Sunday, December 4, 2016


Around fifteen years ago my husband decided to transform a narrow wasteland, a long strip of our property alongside one of the sides of our house from an unprepossessing pallid grassy area to a long, narrow rock garden. It helped that the land sloped toward the back. So he ordered in a load of soil, another of rocks, and set to work. It took awhile and required plenty of physical effort, but that never, ever deterred my husband; when he had a vision of what he wanted to accomplish he simply set about doing it.

What resulted was a delightful rock garden that invited planting. First he placed a large Grecian-type stone urn on a plinth at the top of the rock garden he had put together, and that was no easy task, bullying such a weight into place. The very top, beside the house, was the only place in the rock garden that was flat and a perfect placement for the urn.


From that point on down we planed Hens & Chicks, Saxifrage, Columbine, Bleeding Heart, Eunonymus, a few low-growing Junipers, Periwinkle, Creeping Phlox, Creeping Jenny and once fall arrived a selection of spring-flowering bulbs like miniature tulips and  fritillaria. The Heuchera, Ladies Slippers and various Hostas, beloved of us both, were later additions.

I often, in the fall, would buy spring-flowering bulbs and plant them here and there in the garden beds. Decades ago, when I first began doing this, it seems to me I had far better luck in the outcomes, when the bulbs I had planted, in defiance of the squirrels which always delighted in digging them up and making off with them, seemed to come to brilliantly colourful and texturally delightful life in the spring.
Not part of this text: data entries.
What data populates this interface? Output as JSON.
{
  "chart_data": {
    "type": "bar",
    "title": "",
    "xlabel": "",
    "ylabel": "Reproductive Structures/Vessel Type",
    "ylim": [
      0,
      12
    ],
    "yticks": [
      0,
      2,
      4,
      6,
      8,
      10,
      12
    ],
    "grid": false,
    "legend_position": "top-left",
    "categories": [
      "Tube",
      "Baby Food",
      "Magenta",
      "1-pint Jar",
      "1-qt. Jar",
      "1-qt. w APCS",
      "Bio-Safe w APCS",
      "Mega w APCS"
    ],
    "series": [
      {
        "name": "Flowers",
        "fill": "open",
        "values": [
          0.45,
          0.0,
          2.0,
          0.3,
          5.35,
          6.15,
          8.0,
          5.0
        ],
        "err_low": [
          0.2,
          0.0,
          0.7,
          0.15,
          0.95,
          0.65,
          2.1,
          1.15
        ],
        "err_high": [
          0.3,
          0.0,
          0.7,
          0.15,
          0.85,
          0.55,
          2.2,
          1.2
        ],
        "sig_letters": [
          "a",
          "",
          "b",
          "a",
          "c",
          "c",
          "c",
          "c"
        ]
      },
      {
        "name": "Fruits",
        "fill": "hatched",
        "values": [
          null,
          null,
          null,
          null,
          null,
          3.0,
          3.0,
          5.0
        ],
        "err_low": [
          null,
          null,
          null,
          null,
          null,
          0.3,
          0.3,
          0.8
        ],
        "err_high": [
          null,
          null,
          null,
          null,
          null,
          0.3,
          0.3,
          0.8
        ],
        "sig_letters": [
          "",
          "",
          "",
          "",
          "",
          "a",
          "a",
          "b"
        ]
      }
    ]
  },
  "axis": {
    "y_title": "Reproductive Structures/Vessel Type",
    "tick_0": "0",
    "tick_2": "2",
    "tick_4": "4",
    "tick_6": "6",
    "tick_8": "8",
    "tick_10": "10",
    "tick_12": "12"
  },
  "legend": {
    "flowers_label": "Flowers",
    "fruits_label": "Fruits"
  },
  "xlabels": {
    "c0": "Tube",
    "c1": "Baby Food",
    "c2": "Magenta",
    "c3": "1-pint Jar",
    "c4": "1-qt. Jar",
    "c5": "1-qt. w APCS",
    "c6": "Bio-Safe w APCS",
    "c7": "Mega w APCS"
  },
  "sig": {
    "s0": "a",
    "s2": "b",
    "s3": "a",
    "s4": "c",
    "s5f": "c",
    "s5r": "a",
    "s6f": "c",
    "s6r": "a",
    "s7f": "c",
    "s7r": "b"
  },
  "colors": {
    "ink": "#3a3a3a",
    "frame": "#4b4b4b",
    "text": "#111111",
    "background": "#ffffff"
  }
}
Now, it appears the bulbs don't appreciate my efforts, and as a result their appearance or lack of it, has been disappointing. No matter, the tradition continues, because it's always so much fun to see what will come up, eventually. The alliums are never disappointing, the grape hyacinths and crocuses always appear. But narcissus and various types of tulips either forget to awaken in the spring, or when they do they appear as poor specimens barely worth the trouble of planting.

This year I decided I'd not plant any bulbs at all. But when were having a late-season last look through one of the nurseries we frequent, I happened to see packets of Blue Poppy anemones, and anemones are yet another kind of spring flowering surprise that continue to make their presence in our gardens, so I swooped one up, put it away on one of the garage shelves with the intention of planting them in the fall.


But then what intervened was a family-shattering event that kept my mind and my body busy for months. So it wasn't until Friday that I came across that package by chance, and recalled buying it. At this point we'd already had plenty of snow, but it had melted. The soil in the garden beds was partially frozen. But last Friday was a pleasant enough day, just a mite above freezing, heavily overcast, with light freezing rain.

So out came a spade and the package of anemones and I began working the soil to find suitable places to plant the Blue Poppies. Spring will tell the rest of the story.